The Precious and Rare Earth Metals stream — the fine powder from shredded PCBs containing gold (0.03–0.10%), silver (0.10–0.50%), palladium (0.01–0.05%), platinum (0.005–0.02%), and a copper base of 20–30% — is the highest-value stream by revenue per kilogram. It must be routed to a hydrometallurgical refiner, not sold as copper scrap, to capture the precious metal value. Plastic Parts (ABS 35–45%, polycarbonate 15–25%, HDPE, PP, PVC, polystyrene, flame-retardant plastics) go to plastic recyclers, moulding companies, and wire and cable manufacturers. The Other Recyclables stream covers glass (CRT, optical, fiberglass), rubber, ceramics (MLCCs), and batteries (lithium-ion, lead-acid) — each sub-material in this stream has its own specialist buyer, and some (batteries, CRTs) have specific regulatory handling requirements.

Key insights

  • The precious and rare earth metals fine-powder stream is the highest-value output per kilogram — routing it to a hydrometallurgical refiner rather than selling as copper scrap is the most commercially critical dispatch decision in a mechanical plant.
  • Five distinct output streams mean five separate buyer relationships and five separate price-tracking requirements — mechanical plant operators need a multi-buyer commercial organisation from day one.
  • Flame-retardant plastics within the Plastic Parts stream are hazardous waste under the E-Waste Rules and cannot be sold as recyclate — this fraction goes to a TSDF as a disposal cost, not as revenue.
  • Batteries and CRT glass within Other Recyclables require specialist authorised buyers — accepting large volumes of battery-heavy e-waste without a confirmed battery recycler buyer creates a storage and compliance problem.

Methodology & sources

Output stream composition data is based on typical mixed e-waste mechanical recycling line outputs as referenced in course materials.
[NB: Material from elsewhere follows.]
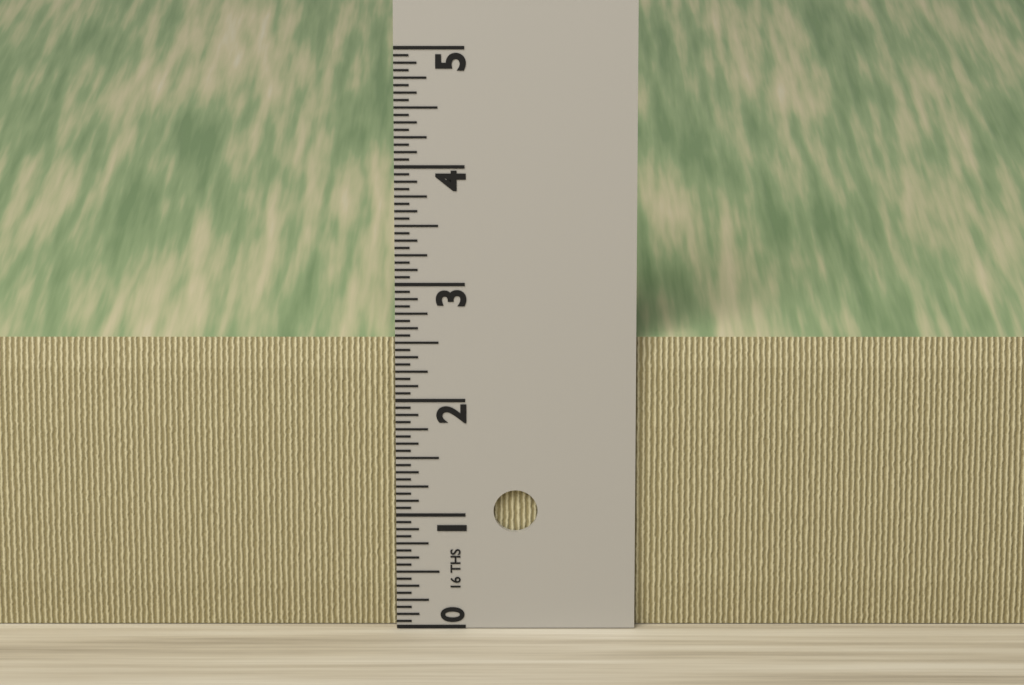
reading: 2.5000 in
Actual buyer categories and forward use paths are illustrative of the Indian secondary market structure. Precious metal fraction values depend on feedstock PCB density and cannot be calculated without assay testing of actual batches.

Related data tables

Mechanical Recycling — Ferrous Metals Output

Two ferrous metal output streams from e-waste mechanical recycling — iron alloys and steel (85–95% of the ferrous mix, sold to foundries and metal traders) and nickel-based alloys (5–15%, sold to nickel alloy manufacturers) — with typical output size and buyers.

Mechanical Recycling — Non-Ferrous Metals Output

The six non-ferrous metal fractions recovered from the eddy-current and density separation stages of a mechanical e-waste recycling line — aluminium, copper, brass, zinc, lead, and tin — with each metal's share of the non-ferrous stream and its output size.

Mechanical Recycling — Plastic Parts Output

The seven plastic types in the plastic fraction recovered from mechanical e-waste recycling — ABS, polycarbonate, HDPE, PP, PVC, polystyrene, and flame-retardant plastics — with each type's share of the total plastic output, sold to plastic recyclers and moulding companies.

Mechanical Recycling — Precious Metals Output

The precious and trace metals present in the fine-powder fraction from mechanical e-waste processing — gold, silver, palladium, platinum, and copper — with their percentage ranges and the requirement to route this fraction to hydrometallurgical refiners for full value recovery.

PCB Plant — End Products & Buyers

The five output streams sold by an e-waste PCB recycling plant — with the crushed component mixture (precious metals fine powder) as the highest-value stream that must go to a hydrometallurgical refiner, plus ferrous, copper-rich, plastic, and residual fractions.